Building an Economy that Works for Everyone

Minimum wage opponents rely on corporate-backed front group for misleading data

It’s that time of year again. No, not for a holiday singalong – I mean it’s time for opponents of Washington’s best-in-the-nation minimum wage to dust the cobwebs off their pro forma “minimum-wage-job-killer-blah-blah-blah” arguments, gin up a few facts sheets, and pen an op-ed or two. After all, that’s what happens most every year there’s an increase.

Remember last year, when Washington’s corporate business lobbyists – along with Attorney General Rob McKenna – failed in their “throw mud at the wall and see what sticks” approach? Their end-run around the extremely popular voter-approved minimum wage initiative went down in flames, but it hasn’t deterred their ideological march toward eliminating the minimum wage altogether.

Take the Washington Policy Center (WPC), a research organization focused on “free market solutions,” which attempts to tie teen unemployment to a higher minimum wage in this post:

If you are forced to pay at least $8.55 per hour to someone with work experience or someone without experience, you most likely will hire the person with experience. This hurts the teen because they are shut out of the labor market because employers deem that the minimum wage is too high a price to pay for someone with no experience.

Read closely and you’ll see the WPC is undone by their own reasoning: teen unemployment is high not because of the minimum wage, but because high general unemployment has created a surplus of labor, so experienced workers fill entry-level jobs typically taken by teens.

The Evergreen Freedom Foundation (EFF), a libertarian group, makes a similar claim that young workers “find themselves in the crosshairs again” due to the voter-approved increase. It’s distasteful analogy at best. But when telling a tall tale, it’s best to not let facts get in the way.

That may be why both the Evergreen Freedom Foundation and Washington Policy Center both cite the Employment Policies Institute in their posts, which despite the seemingly innocuous name, is actually a front group for corporate interests set up by D.C. lobbyist Rick Berman.

Berman is the executive director of at least 23 other industry-funded front groups like the Employment Policies Institute, which function as mouthpieces for big business, but operate under the veil of nonprofit “research” organizations. Their well-timed press releases are often picked up by news outlets seeking to “balance” the findings of  well-established research.

Of course, most mainstream economists – and many responsible business owners – have a different point of view, which you can find in peer-reviewed economics journals from MIT, UMass and UC Berkeley: high teen unemployment is due to more competition from older workers – not a higher minimum wage. Their findings have also been confirmed by the U.S. Bureau of Labor Statistics.

The Employment Policies Institute’s reports – and others like it – have come under fire for using poor research methods that result in inaccurate data and spurious findings.The most recent critique came from a University of California report:

[T]he estimates are often biased and not robust to the source of identifying variation. Including controls for long-term growth differences among states and for heterogeneous economic shocks renders the employment and hours elasticities indistinguishable from zero and rules out any but very small disemployment effects.

Translation: When researchers control for economic shocks and long-run job growth differences in the data, the negative effects claimed by these reports disappear. Oops. Berman and the Employment Policies Institute can order up press coverage, and the WPC and EFF can cite it, but they still can’t buy good data.

In 1998, voters overwhelmingly voted to index Washington’s minimum wage to inflation, largely because they were tired of the Rick Bermans of the world predicting economic doom with every increase in the minimum wage.

You can’t have an honest debate about the minimum wage with dishonest data. But that probably won’t stop the WPC and EFF from trying.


● **Work order**
Give back exactly the lines from the "is (729, 332)." line to the final line of the records, and only those, minus any pictures.

** Material to process follows **

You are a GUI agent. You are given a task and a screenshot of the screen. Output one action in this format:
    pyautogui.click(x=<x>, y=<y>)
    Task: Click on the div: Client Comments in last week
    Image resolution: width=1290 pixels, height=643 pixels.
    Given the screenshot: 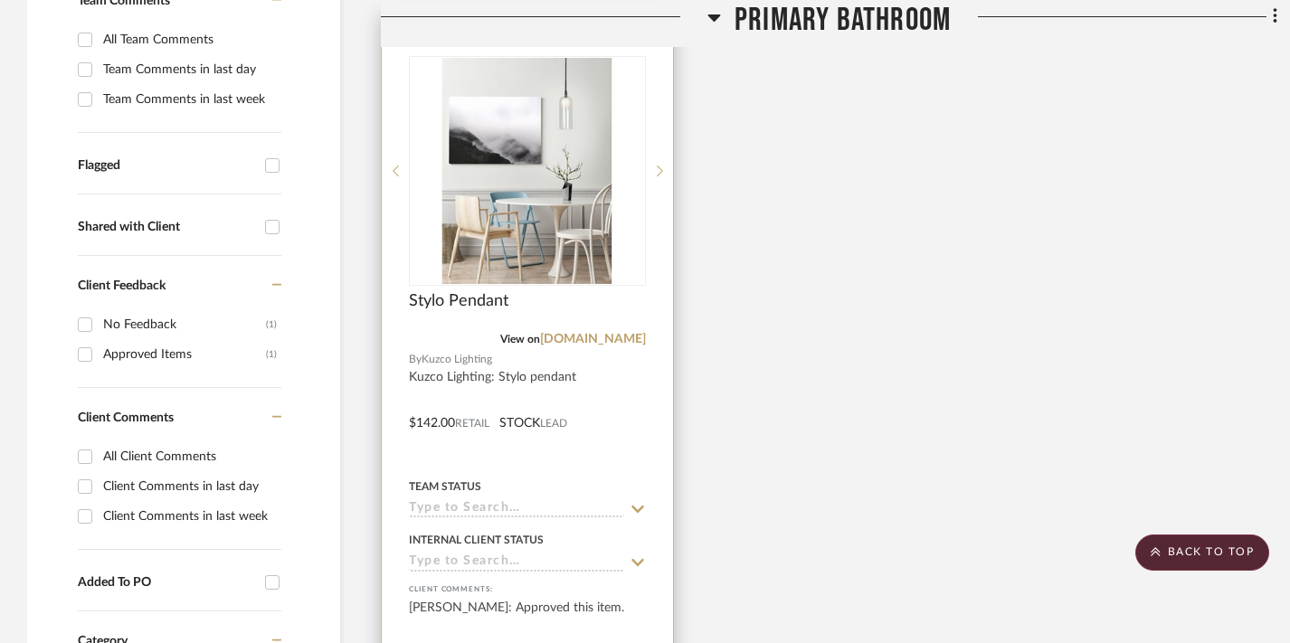 What is the action you would take?
    pyautogui.click(x=190, y=517)
    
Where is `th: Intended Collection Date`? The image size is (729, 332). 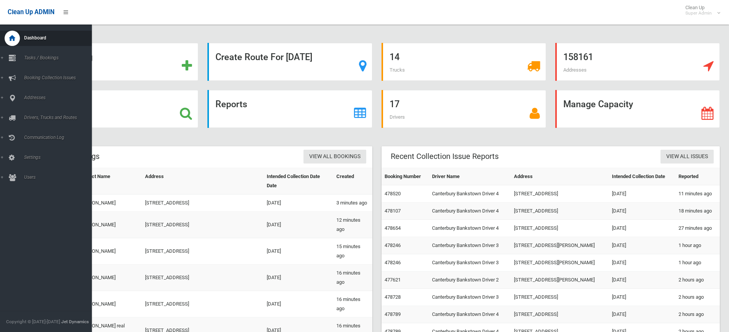
th: Intended Collection Date is located at coordinates (642, 176).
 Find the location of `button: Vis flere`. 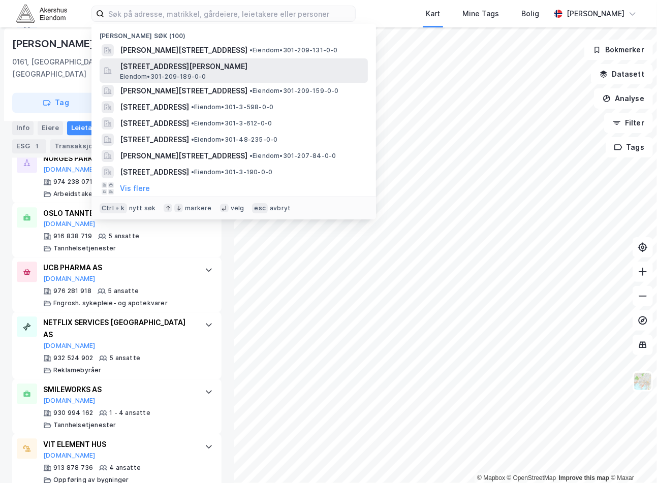

button: Vis flere is located at coordinates (135, 189).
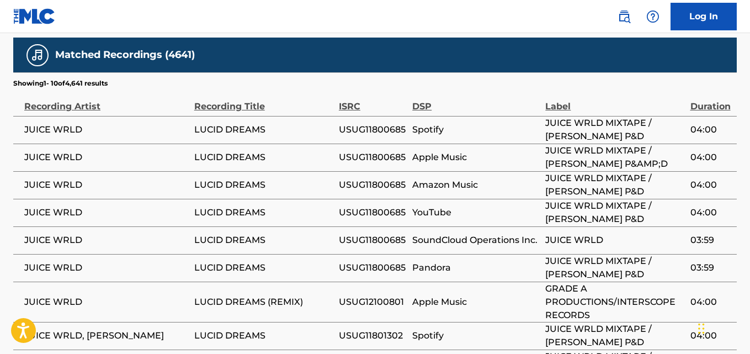 The image size is (750, 354). What do you see at coordinates (615, 100) in the screenshot?
I see `div: Label` at bounding box center [615, 100].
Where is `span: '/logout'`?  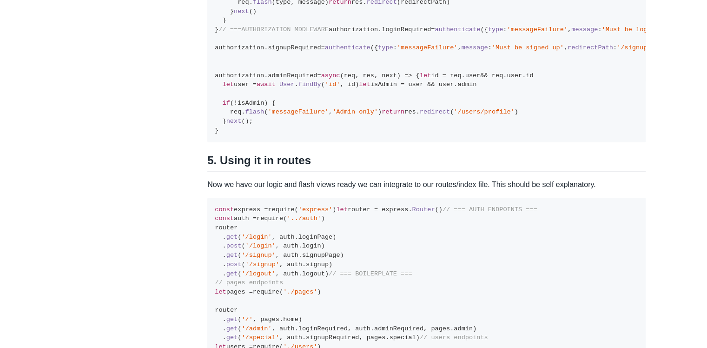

** End of Material to process **

● **Written solution**
Where is `th: Intended Collection Date`? The image size is (729, 332). 
th: Intended Collection Date is located at coordinates (642, 176).
 Find the location of `button: Vis flere`. 

button: Vis flere is located at coordinates (135, 189).
 The image size is (750, 354). What do you see at coordinates (615, 100) in the screenshot?
I see `div: Label` at bounding box center [615, 100].
Where is `span: '/logout'`?  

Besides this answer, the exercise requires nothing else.